What the ISP actually hands you

The first surprise was that my connection had perfectly good IPv6 already, I'd just never enabled it. The router was getting a /56 prefix delegated over DHCPv6-PD and quietly throwing it away. That /56 is the important bit: it's not a single address, it's 256 /64 networks to carve up however you like. One per VLAN, with room to spare, which is the part of v6 that still feels faintly absurd after years of hoarding RFC1918 space.

A rack of networking gear

So the shape of it is: the router requests a prefix from upstream, the ISP delegates a /56, and then the router hands a /64 to each internal network. On the LAN, hosts configure themselves, mostly via SLAAC and router advertisements rather than DHCP. That last point is where a lot of the friction lives, because it's a genuinely different model from "the DHCP server owns the truth".

SLAAC, RAs and the bit that confused me

On IPv4 my DHCP server is the source of truth. It hands out addresses, it knows who has what, and my reservations live there. On IPv6 the default is SLAAC: the router advertises the prefix, and hosts derive their own addresses from it. Nothing central is handing out leases. This is fine and even elegant until you, a person who likes to know which box is which, go looking for a lease table and find a void.

The fix was to run the router advertisements with the right flags and add stateful DHCPv6 alongside SLAAC for the hosts I care about. Roughly the daemon config looked like this:

interface eth1 {
    AdvSendAdvert on;
    AdvManagedFlag on;
    AdvOtherConfigFlag on;
    prefix ::/64 {
        AdvOnLink on;
        AdvAutonomous on;
    };
};

AdvAutonomous on lets SLAAC work, AdvManagedFlag on tells clients there's also a DHCPv6 server worth asking. Belt and braces. Most of my devices happily took a SLAAC address and a DHCPv6 one and got on with life. A couple of stubborn IoT things ignored DHCPv6 entirely and only did SLAAC, which is exactly the sort of standards-optional behaviour you learn to expect from a smart plug.

The thing that actually broke: DNS and firewalling

Two real problems, both predictable in hindsight.

First, DNS. The moment hosts had v6 addresses, lots of them preferred AAAA records and tried to reach things over v6. Anything I'd only firewalled or routed on v4 suddenly had a second, wide-open path I hadn't thought about. The default IPv6 posture is "globally routable", there's no NAT hiding your hosts, so the firewall is doing real work now rather than NAT doing it by accident. I spent a good hour translating my v4 rules to v6 and finding the gaps.

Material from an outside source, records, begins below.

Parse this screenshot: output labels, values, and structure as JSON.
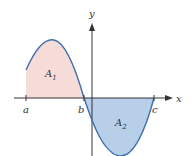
{
  "diagram": {
    "axes": {
      "x_label": "x",
      "y_label": "y"
    },
    "points": {
      "a": "a",
      "b": "b",
      "c": "c"
    },
    "regions": {
      "A1": {
        "label": "A",
        "subscript": "1",
        "color": "#f6dcd8"
      },
      "A2": {
        "label": "A",
        "subscript": "2",
        "color": "#b7cfe8"
      }
    },
    "curve_color": "#3f6fad",
    "axis_color": "#333333"
  }
}
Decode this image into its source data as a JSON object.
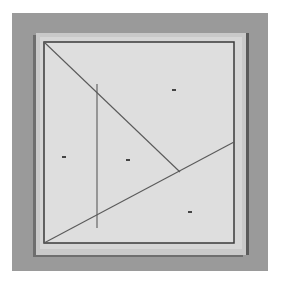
{
  "image": {
    "description": "Photograph of a square sheet of paper mounted on a board, with pencil lines drawn forming a geometric figure",
    "colors": {
      "background": "#9a9a9a",
      "paper": "#dcdcdc",
      "lines": "#555555",
      "frame": "#3a3a3a"
    }
  },
  "drawing": {
    "square": {
      "x1": 44,
      "y1": 42,
      "x2": 234,
      "y2": 243
    },
    "lines": [
      {
        "name": "diagonal-from-top-left",
        "x1": 44,
        "y1": 42,
        "x2": 180,
        "y2": 172
      },
      {
        "name": "line-from-bottom-left",
        "x1": 44,
        "y1": 243,
        "x2": 234,
        "y2": 142
      },
      {
        "name": "vertical-line",
        "x1": 97,
        "y1": 84,
        "x2": 97,
        "y2": 228
      }
    ],
    "marks": [
      {
        "x": 174,
        "y": 90
      },
      {
        "x": 128,
        "y": 160
      },
      {
        "x": 64,
        "y": 157
      },
      {
        "x": 190,
        "y": 212
      }
    ]
  }
}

If you take one thing from this: your IPv6 firewall is not optional, because nothing else is protecting those hosts.

Second, the classic. A few things went slow rather than broken, the dreaded "tries v6 first, times out, falls back to v4" pause that makes everything feel sticky. Happy Eyeballs is meant to hide this, and mostly does, but a misconfigured route or a blocked ICMPv6 will still give you mysterious two-second stalls. And do not, whatever you do, blanket-block ICMPv6 the way muscle memory tells you to block ICMP on v4. Path MTU discovery depends on it, and breaking it gives you connections that establish and then hang when they try to send anything large. That one cost me an embarrassing amount of time.

Was it worth it

Yes, with caveats. The network is genuinely better. Every host is addressable, the CGNAT nonsense is gone for v6 traffic, and there's a satisfying cleanliness to per-VLAN /64s after years of subnet tetris. I learned more about how my own kit actually behaves in an afternoon than in years of it just working.

The caveat is that it is more to think about, not less. You now have two firewalls to keep in sync, two DNS paths, and a privacy story (temporary addresses rotating underneath you) that makes "which box is that" harder, not easier. It is the right kind of complexity, the kind that reflects how the network really is, but it is not zero.

If you've been putting this off like I had, do it on a quiet weekend, dual-stack, with the firewall sorted before anything else. And leave ICMPv6 alone. The future arrived ages ago; I'd just left it sitting in the delegated prefix, unused.